Saturday 15 March 2014

12 - Trust


Trust.

If you have it, you are willing to put your life on the line. Most of us have flown on a plane, driven down the QEII in winter, or maybe even zip-lined for a team-building exercise. Without trust, I wouldn't have fallen backwards off a picnic-table into my coworkers arms, but I did. It is a simple exercise, but a mutual understanding results. 

Alberta Education and its teachers - Trust issues?


As I've explained in previous posts, I understand the reasoning behind inspiring education. A character education makes more sense than: 


Does my profession trust that Alberta Education will support us with time and training? Will the curriculum be implemented with the understanding that all learners are not innately driven? Will the frustrations with assessing competencies in an outcome-based course be discussed properly? Will teachers, as a professional organisation, still be treated as professionals?

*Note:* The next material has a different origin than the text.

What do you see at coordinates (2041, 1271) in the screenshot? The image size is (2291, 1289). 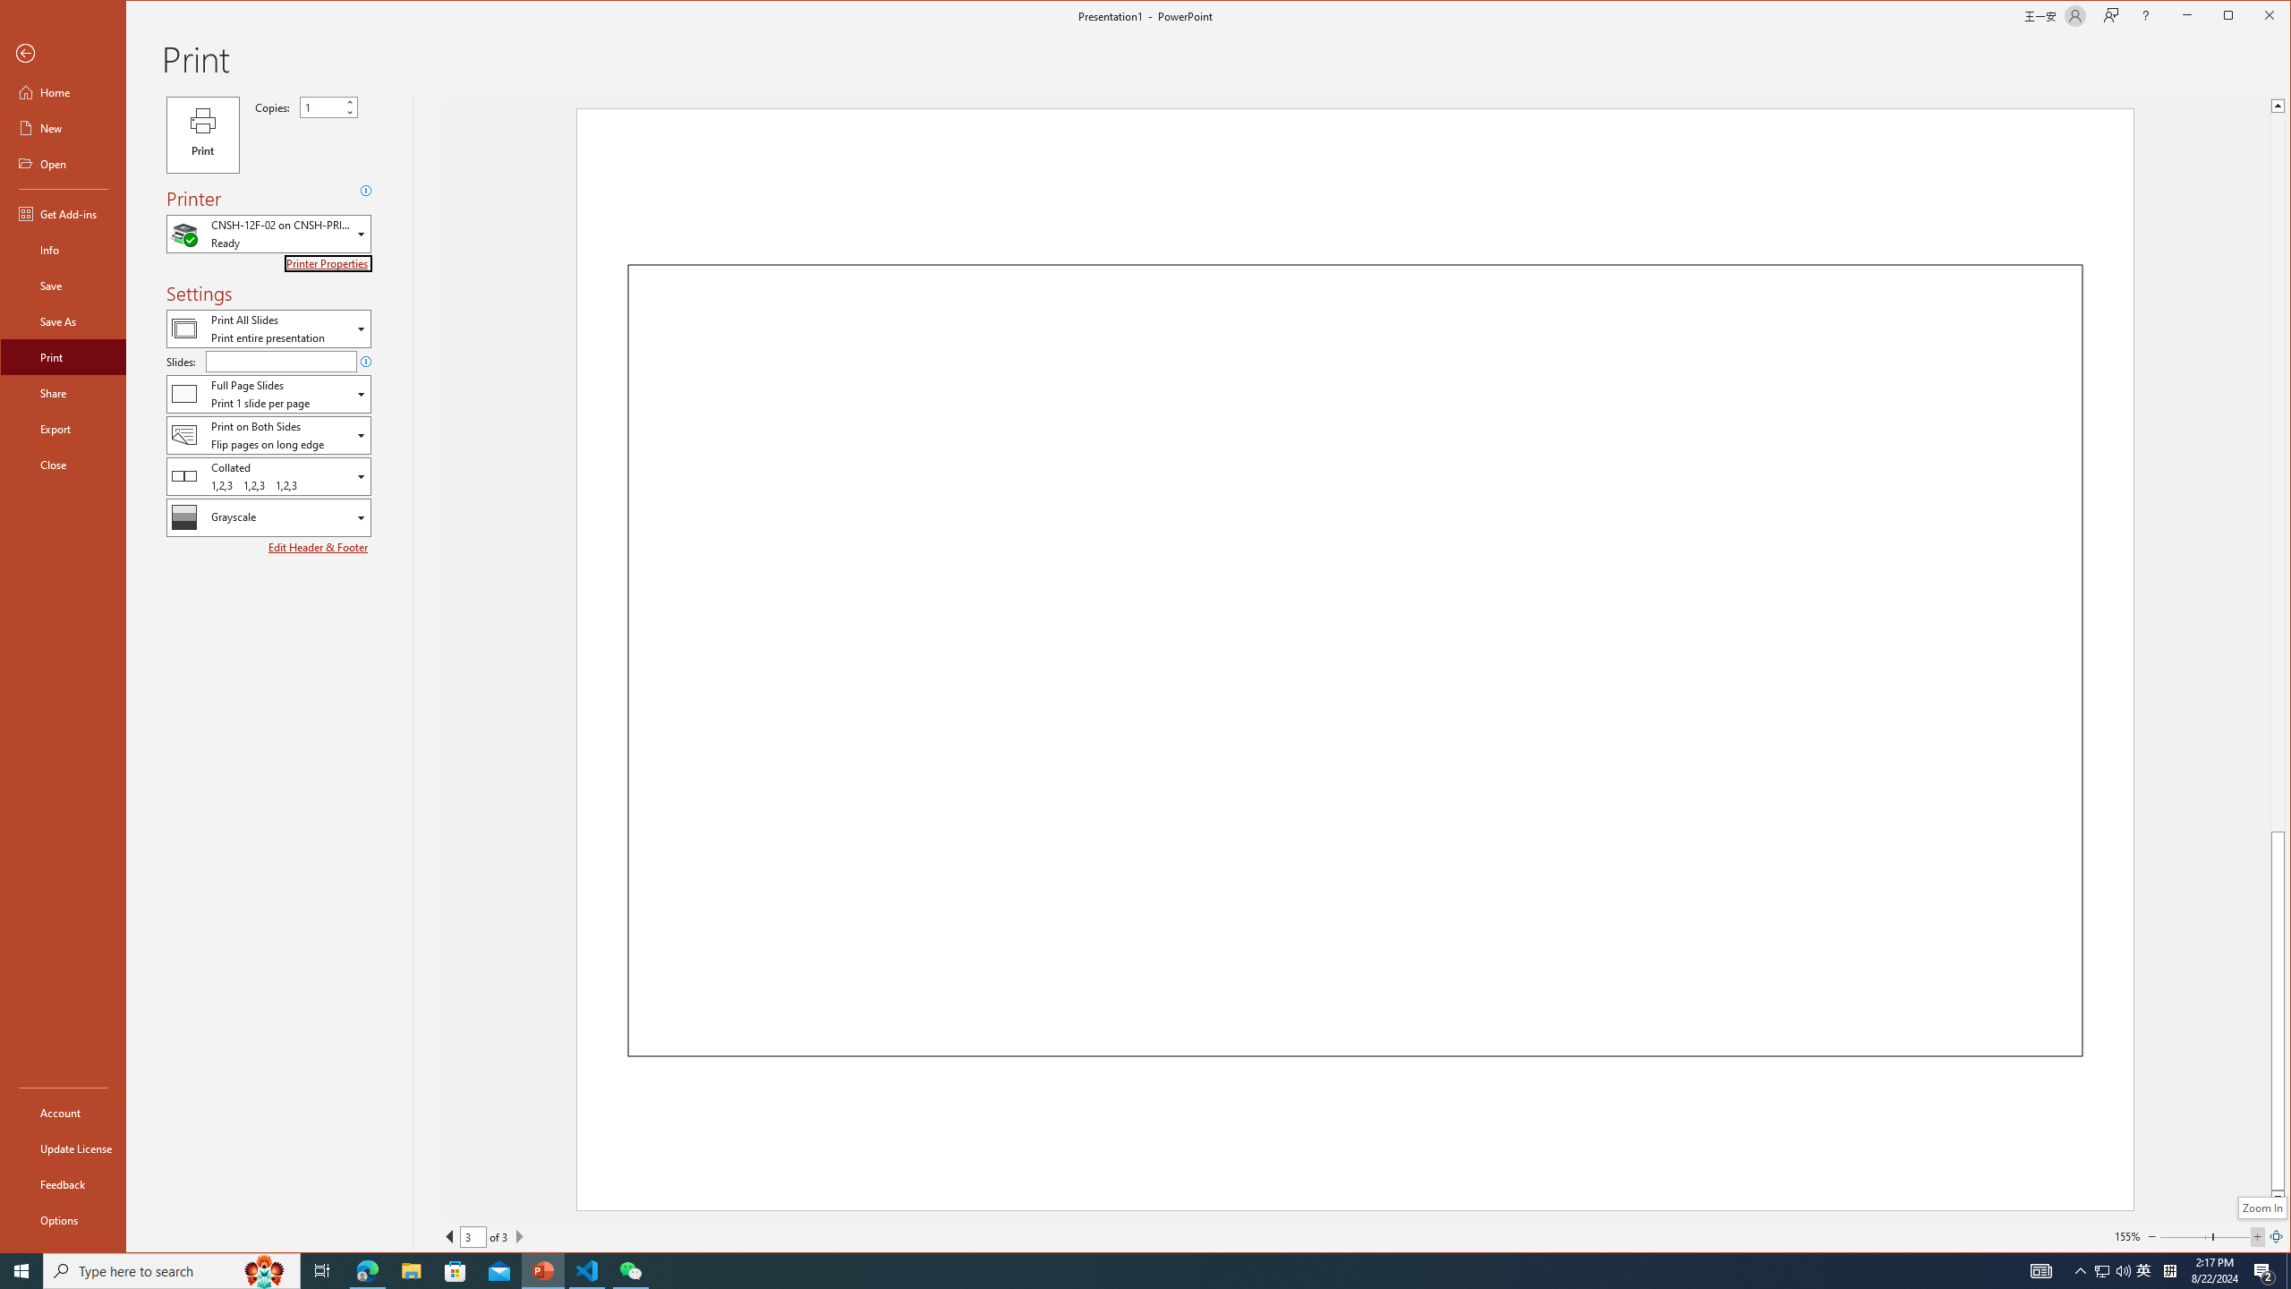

We are at the point where people think lack of information is better than insight from industry. This is embarrassing for society. Tens of thousands of people are employed by companies like Stantec, Suncor, etc., and we don't want their input. Of course, we want ALL stakeholders' to have educational inputs, being careful that it is not for financial gains, but high profile people have said we want no input. If our brightest and most vocal people are saying no information is better that information, we have a problem.

Considering we just got legislated into a four-year 0-0-0-2 deal because of a lack of money (bitumen bubble) for the C2 work-study,  Alberta Education has only a few years to figure out its issues. Based on rumors of the delayed Task Force on Teacher Excellence's implementation of merit pay, the loss of job security, etc., they are not off to a good start. 

I admire the idea of competencies for the 21st century learner, but I'm not ready to fall into the government's arms off a picnic table.